I’m actually writing this at the start of Week 3, which is kind of messed up.
I’ve been thinking and writing a lot about spaceship physics lately. In particular, the way things should move, and feel, and what makes sense as a way to control a ship.
There’s one thing I think a lot of space games do wrong, and that’s momentum. Things in space have it, and they keep having it, and that matters. When you’re playing a game and you stop pushing the forward button for your character, or a car, they should probably stop. If you stop pushing forward on a plane, maybe you should slowly fall out of the sky, even. But when you’re in space? You keep going.

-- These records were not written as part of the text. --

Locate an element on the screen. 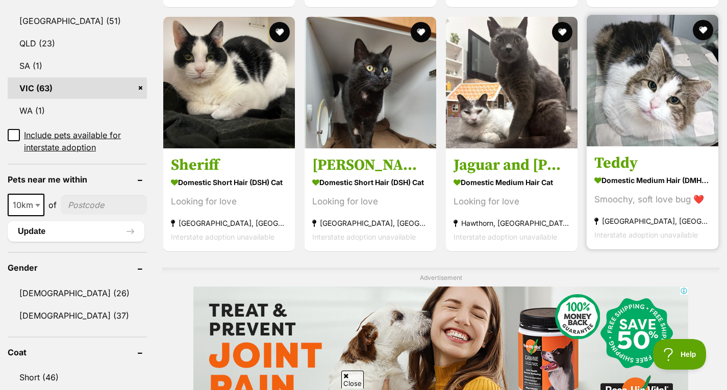  strong: Domestic Medium Hair (DMH) Cat is located at coordinates (653, 180).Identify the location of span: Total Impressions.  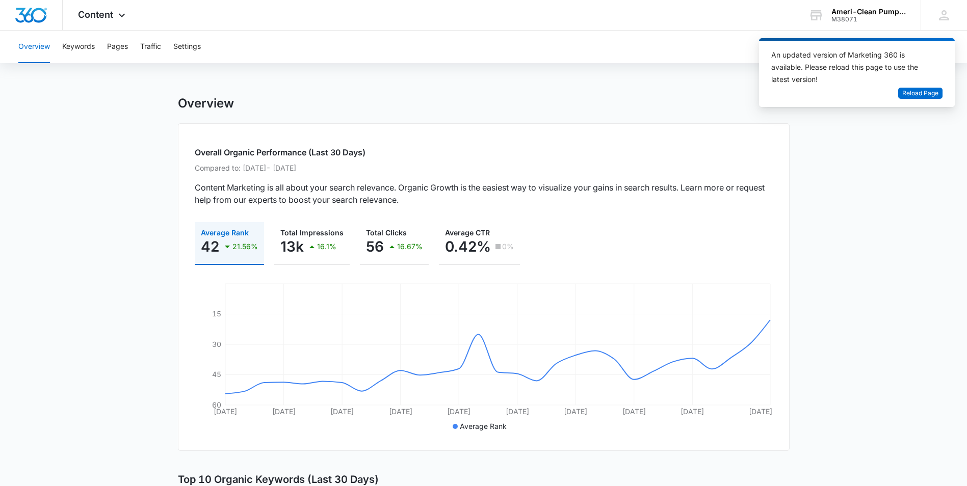
(312, 232).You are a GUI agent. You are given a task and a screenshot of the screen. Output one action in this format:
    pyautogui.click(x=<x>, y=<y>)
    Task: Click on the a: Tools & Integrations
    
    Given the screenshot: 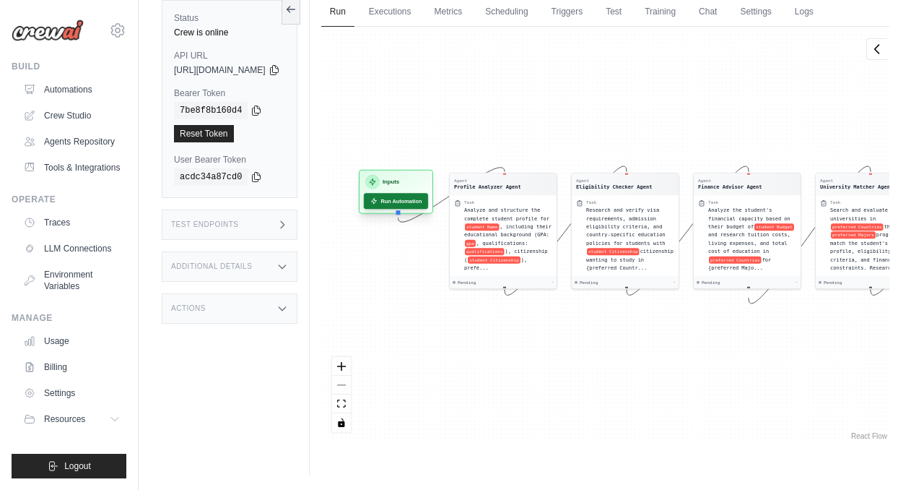 What is the action you would take?
    pyautogui.click(x=71, y=168)
    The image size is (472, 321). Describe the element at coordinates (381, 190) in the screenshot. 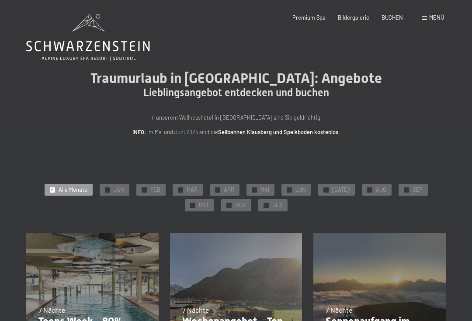

I see `span: AUG` at that location.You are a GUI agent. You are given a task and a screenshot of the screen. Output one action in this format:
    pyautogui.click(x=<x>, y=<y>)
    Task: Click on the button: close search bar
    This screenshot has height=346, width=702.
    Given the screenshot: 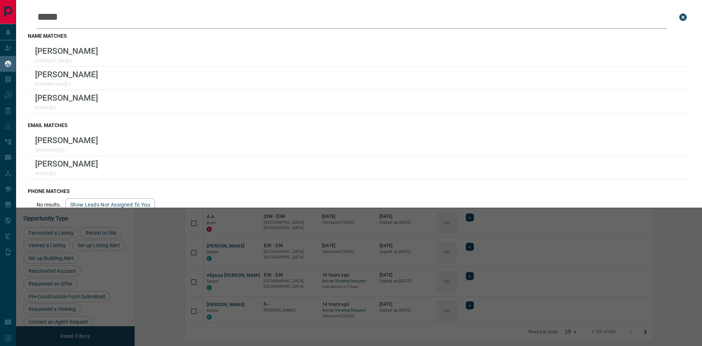 What is the action you would take?
    pyautogui.click(x=683, y=17)
    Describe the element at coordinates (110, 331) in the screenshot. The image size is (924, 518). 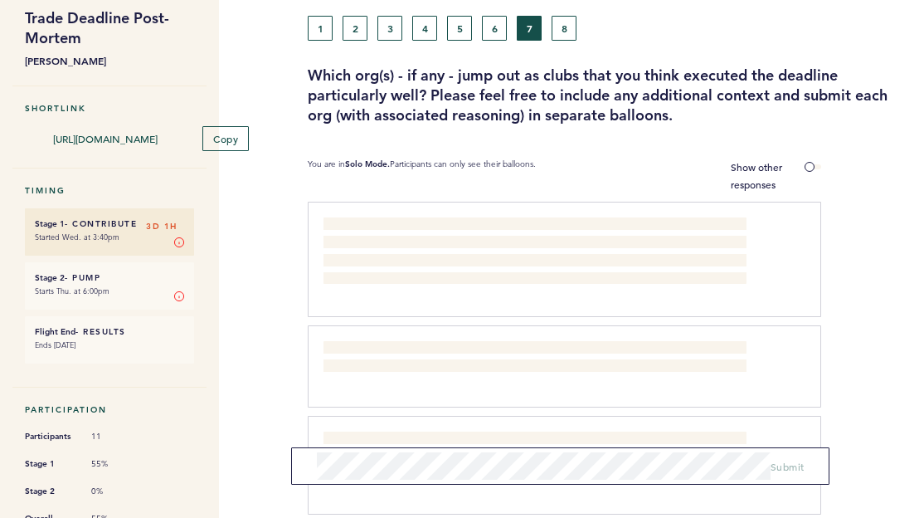
I see `h6: - Results` at that location.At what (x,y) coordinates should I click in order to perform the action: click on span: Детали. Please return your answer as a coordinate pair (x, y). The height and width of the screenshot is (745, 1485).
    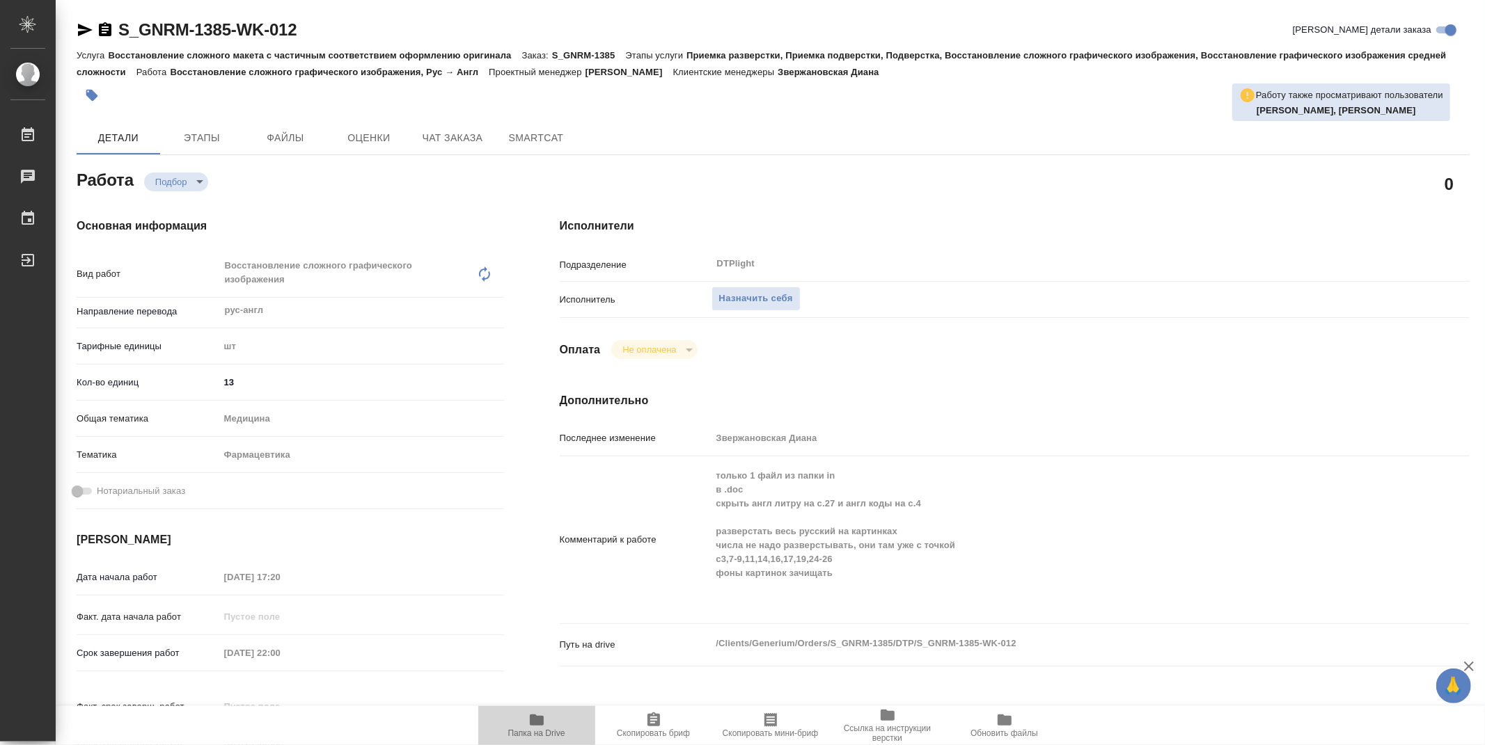
    Looking at the image, I should click on (118, 138).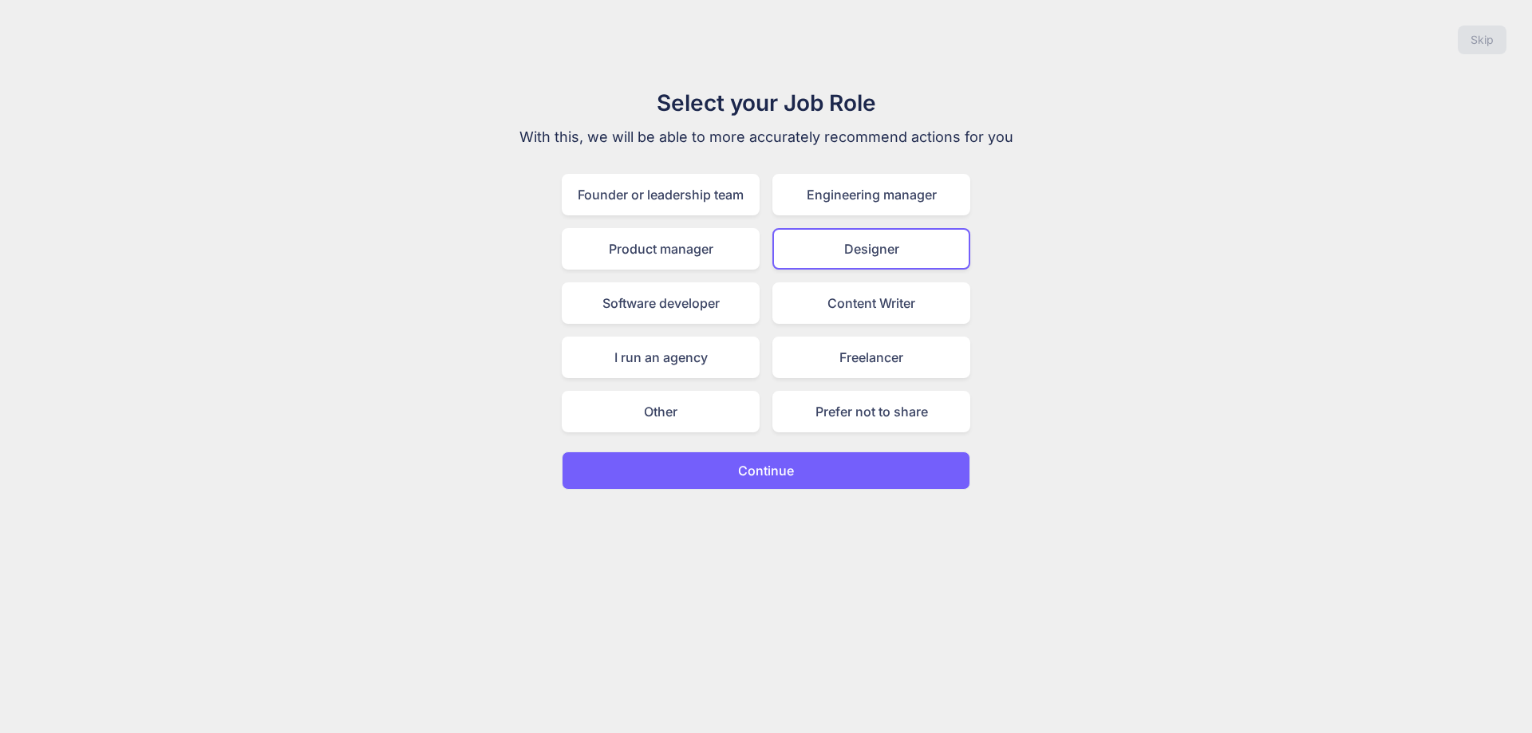  I want to click on div: Engineering manager, so click(871, 195).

So, Starwing. The movement system i’ve been working on is basically pretty simple. You have a handful of thrusters on a ship, and you use them to move. A thruster has a position, a direction it pushes in, and a cardinal “control” direction. Then the ship as a whole gets a direction that it’s going in, either from its movement AI or from the player input, and passes that to each thruster, which replies with the thrust vector it is outputting to contribute to that. Say you’re holding your movement joystick hard left–any thrusters with a control direction of “left” will output at full force, and any that are “right” won’t do anything, and you spin to the left. If you’re pushing full forward, your forward thrusters will be going but your turning ones won’t. Pretty simple.
“But Emma,” I hear you cry, “that means you’re moving around every object by summing four or more force vectors for every game tick! What about the performance?” To which I would say first of all, go away, that’s my problem, and if Unity can’t handle (at a high estimate) a hundred or so vector additions in one physics tick that’s their problem. Secondly; not every object, anything unpowered doesn’t have to worry about this, and anything really simple like if I decide to implement guided missiles or something will just use a simpler approach. But for spaceships, the in-depth system exists purely so that it can be fucked with in interesting ways.
What happens if you get shot in the wrong place and your left turning thruster gets blown up? Or what if the cooling system gets damaged, so you can only use it for short bursts? That changes how your ship flies, so it changes how you play the game. And I like the idea of that going the other way as well; if you come up against a really big enemy, and your solution to it is to focus target all of the thrusters on one side so it can’t turn to face or avoid you any more, I think you should be able to do that, and a simpler conversion of input direction to movement doesn’t let you.
Having thought about this a little more while writing, I think there might be a simpler approach. Maybe you just have forwards and backwards thrusters adding their thrust up, and then left and right turning thrusters apply a net torque around your centre of mass. This might end up being how it works, but I want to try the current version first, and see how it holds up at scale.